But when Nina watched the four children play together, friendships formed in a matter of minutes, she wondered if, this time, they might hold on to their childhood gift of easy, unbridled empathy, even after they grew up. It’s certainly what Amie and Ben and Maura would have wanted for them, and how Nina would do her best to raise them.
An older woman took a seat next to Nina on the bench, pulled a magazine from her purse, and started to read. Nina recognized the past issue for having featured a profile of Jack Hunter, the famous nephew of an infamous president, whom Nina would always remember as having turned to Maura in his time of need. After confessing, with Maura’s help, to swapping strings with a friend in the army, Jack had enjoyed a few years as a minor celebrity. The article recounted his rapid fall, stripped of his military title, followed by his eventual rise, finally unencumbered, as it seemed. At the time of the interview, he was working at a nonprofit supporting veterans with PTSD, his wife expecting their second child.
The picture of Jack Hunter’s pregnant wife, in a corner of the magazine cover, vaguely reminded Nina of Maura’s old friend Lea, who had nearly given birth in Times Square, after the first of many Strung Together events. Willie and Midge still had playdates in the backyard with Lea’s twins, who were just a few years older than they were, while Nina and Lea’s brother kept watch from the terrace, both tending their sisters’ legacies.
Someday, Nina thought, these children would all have children of their own, born into a world with little memory of the time before the boxes, when Nina and the other long-stringers of her generation would retreat to the stillness of old age, reminiscing about the arrival of the chests like her own grandparents once spoke of the Second World War, a seismic shift that everyone else merely learned about in textbooks and novels. Something so unfathomable for the two young sisters reading in a bookshop, for the shy boy drawing buildings on a sketchpad, for the carefree woman singing karaoke at a bar, would someday be just another part of growing up.
But would people still look inside?
Nina’s colleagues had all been talking about the recent Gallup poll, the latest national survey about the strings. For the first time, the number of people deciding not to view their strings had risen significantly. More and more boxes were remaining closed, especially among the newest recipients. It might just be a trend, people theorized, they might all change their minds. But Nina wondered if it might be a sign. If, after fifteen years of chaos and fear, the world had seen enough strings—short and long and every measure in between—to know that any length was possible, and so, perhaps, the length didn’t matter. That the beginning and the end may have been chosen for us, the string already spun, but the middle had always been left undetermined, to be woven and shaped by us.
Of course, people still wondered, would always wonder, where the boxes came from, and why they were sent. Were they meant only for the individual, to use the knowledge of your own life span however you saw fit? Or were they offered to the world in communion, to prompt some greater global change? Some predicted their true power would only be unlocked once every single person had looked. Others had begun to believe that they were never even meant to be opened, that the gift was simply receiving any string at all.
And though her own string still stretched out long before her, Nina wondered if perhaps she herself could try living as if it were short, unafraid of the unexpected, embracing the chance to say yes.
She never imagined herself as a mother of two, yet these children were the light that had broken the darkness. Who knows what else awaited her? Perhaps she would finally agree to being set up on one of those dates her friends were always offering. Perhaps she would update her book with new stories. Perhaps she would take Willie and Midge on an adventure somewhere. Perhaps she would show them the world.
But for now, on a bench in Central Park, Nina simply willed her mind to rest, to focus on the present. She lifted herself up and joined her children on the playground, clasping their hands within hers, as she twirled them around and around.
And somewhere, a few blocks north of them, on the edge of the park and just out of earshot, a man on a bicycle pedaled on, with a stereo strapped to his back. His legs labored more than they used to, the wheels turned a little more slowly. But the melody played as clearly as ever, and all the people walking around him, busy and distracted as always, paused for a second and turned their heads, trying to see where the music was coming from.
Acknowledgments
I want to thank everyone who played a part in the journey of this book, bringing a dream to fruition. The depth of my gratitude cannot be fully conveyed here.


● **DIRECTIONS**
Filter the records below for the word "group". Copy each line that holds it.

Stored dataset items:
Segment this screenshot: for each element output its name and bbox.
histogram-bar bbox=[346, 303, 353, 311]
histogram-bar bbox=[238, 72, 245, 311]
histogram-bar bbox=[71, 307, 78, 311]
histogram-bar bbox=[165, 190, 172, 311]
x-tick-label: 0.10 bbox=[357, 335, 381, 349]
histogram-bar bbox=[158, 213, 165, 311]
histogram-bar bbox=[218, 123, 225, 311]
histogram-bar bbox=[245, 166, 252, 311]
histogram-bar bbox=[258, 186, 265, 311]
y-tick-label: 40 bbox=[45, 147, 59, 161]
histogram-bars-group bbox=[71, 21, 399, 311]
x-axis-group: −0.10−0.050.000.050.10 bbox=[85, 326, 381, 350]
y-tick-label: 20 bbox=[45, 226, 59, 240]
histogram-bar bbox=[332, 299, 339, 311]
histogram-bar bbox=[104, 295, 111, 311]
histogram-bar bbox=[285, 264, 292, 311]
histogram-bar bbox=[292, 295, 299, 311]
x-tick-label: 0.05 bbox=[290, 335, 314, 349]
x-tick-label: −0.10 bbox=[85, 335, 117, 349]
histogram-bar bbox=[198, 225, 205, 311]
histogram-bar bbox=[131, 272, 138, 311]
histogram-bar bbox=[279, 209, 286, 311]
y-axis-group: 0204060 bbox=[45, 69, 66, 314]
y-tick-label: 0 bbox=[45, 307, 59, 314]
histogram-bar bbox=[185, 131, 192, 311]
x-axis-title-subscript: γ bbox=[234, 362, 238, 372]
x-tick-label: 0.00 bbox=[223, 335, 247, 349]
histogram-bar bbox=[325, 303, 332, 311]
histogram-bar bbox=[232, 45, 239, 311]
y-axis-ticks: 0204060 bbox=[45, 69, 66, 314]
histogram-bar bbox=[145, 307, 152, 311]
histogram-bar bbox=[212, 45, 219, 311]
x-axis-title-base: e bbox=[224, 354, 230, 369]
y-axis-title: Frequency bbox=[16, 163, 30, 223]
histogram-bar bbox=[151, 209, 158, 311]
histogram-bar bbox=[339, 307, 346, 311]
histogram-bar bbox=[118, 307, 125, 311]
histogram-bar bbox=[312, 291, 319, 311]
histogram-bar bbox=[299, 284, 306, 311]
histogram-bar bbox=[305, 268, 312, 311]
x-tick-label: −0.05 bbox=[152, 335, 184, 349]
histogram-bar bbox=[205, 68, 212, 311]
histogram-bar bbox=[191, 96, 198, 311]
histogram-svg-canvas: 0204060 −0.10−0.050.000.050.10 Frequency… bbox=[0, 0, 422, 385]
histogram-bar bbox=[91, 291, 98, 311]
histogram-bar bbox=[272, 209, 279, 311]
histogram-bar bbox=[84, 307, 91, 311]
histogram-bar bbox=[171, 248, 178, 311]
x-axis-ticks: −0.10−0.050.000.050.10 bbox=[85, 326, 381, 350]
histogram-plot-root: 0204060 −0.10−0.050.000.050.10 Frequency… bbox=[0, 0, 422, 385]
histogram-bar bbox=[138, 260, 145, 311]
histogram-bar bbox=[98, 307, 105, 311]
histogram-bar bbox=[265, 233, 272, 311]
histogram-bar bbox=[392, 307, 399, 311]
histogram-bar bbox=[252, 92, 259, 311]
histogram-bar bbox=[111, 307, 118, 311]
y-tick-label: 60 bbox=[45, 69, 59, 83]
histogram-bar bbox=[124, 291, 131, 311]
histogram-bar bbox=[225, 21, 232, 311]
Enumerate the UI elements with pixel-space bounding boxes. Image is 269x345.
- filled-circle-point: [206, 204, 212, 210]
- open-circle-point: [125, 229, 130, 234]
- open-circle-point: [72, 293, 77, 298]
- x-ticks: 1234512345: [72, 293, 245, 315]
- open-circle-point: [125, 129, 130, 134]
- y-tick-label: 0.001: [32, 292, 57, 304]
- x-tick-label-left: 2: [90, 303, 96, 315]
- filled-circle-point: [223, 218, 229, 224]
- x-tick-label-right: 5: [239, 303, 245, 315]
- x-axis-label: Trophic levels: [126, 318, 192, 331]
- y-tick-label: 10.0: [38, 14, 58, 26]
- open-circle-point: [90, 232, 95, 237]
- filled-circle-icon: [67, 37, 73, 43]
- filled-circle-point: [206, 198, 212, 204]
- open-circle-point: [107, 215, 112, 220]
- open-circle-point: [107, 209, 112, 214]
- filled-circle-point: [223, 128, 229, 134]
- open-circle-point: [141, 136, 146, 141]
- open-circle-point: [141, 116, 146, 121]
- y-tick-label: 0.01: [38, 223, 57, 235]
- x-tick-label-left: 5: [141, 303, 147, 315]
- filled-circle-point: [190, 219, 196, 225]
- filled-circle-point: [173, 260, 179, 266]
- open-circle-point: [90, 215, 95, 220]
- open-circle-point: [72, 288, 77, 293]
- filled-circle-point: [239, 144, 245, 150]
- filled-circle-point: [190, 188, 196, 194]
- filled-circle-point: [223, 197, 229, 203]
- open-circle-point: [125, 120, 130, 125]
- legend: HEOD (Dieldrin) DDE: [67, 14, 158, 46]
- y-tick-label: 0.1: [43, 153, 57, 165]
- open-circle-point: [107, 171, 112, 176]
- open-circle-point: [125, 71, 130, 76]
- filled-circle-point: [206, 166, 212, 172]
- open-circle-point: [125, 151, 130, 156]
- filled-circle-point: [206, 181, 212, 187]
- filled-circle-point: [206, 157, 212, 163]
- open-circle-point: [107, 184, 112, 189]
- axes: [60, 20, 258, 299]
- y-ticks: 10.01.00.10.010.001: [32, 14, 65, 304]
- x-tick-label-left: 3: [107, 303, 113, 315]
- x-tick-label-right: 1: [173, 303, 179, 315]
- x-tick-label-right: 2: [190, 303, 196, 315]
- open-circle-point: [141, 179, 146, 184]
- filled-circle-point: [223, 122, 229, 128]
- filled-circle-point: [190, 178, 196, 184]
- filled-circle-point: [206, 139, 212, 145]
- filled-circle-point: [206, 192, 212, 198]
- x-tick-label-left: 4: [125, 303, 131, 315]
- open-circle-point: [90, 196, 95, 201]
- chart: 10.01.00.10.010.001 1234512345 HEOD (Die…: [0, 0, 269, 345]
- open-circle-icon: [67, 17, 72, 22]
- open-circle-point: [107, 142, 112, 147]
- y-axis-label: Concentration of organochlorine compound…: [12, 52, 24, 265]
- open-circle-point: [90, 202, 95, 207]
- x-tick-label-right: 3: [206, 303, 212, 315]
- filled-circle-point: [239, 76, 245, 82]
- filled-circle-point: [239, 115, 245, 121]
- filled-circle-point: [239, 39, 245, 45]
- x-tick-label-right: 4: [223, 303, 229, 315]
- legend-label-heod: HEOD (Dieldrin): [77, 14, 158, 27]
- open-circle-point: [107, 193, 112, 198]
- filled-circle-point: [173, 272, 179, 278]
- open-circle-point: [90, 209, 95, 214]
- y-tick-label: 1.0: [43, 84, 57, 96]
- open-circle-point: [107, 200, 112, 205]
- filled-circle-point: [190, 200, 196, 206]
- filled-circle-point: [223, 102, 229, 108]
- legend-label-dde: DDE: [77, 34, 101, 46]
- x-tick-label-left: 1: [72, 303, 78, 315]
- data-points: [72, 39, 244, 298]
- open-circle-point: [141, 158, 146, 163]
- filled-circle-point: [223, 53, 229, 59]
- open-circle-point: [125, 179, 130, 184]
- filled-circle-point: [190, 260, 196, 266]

● **OUTPUT OF THE EXERCISE**
histogram-bars-group bbox=[71, 21, 399, 311]
x-axis-group: −0.10−0.050.000.050.10 bbox=[85, 326, 381, 350]
y-axis-group: 0204060 bbox=[45, 69, 66, 314]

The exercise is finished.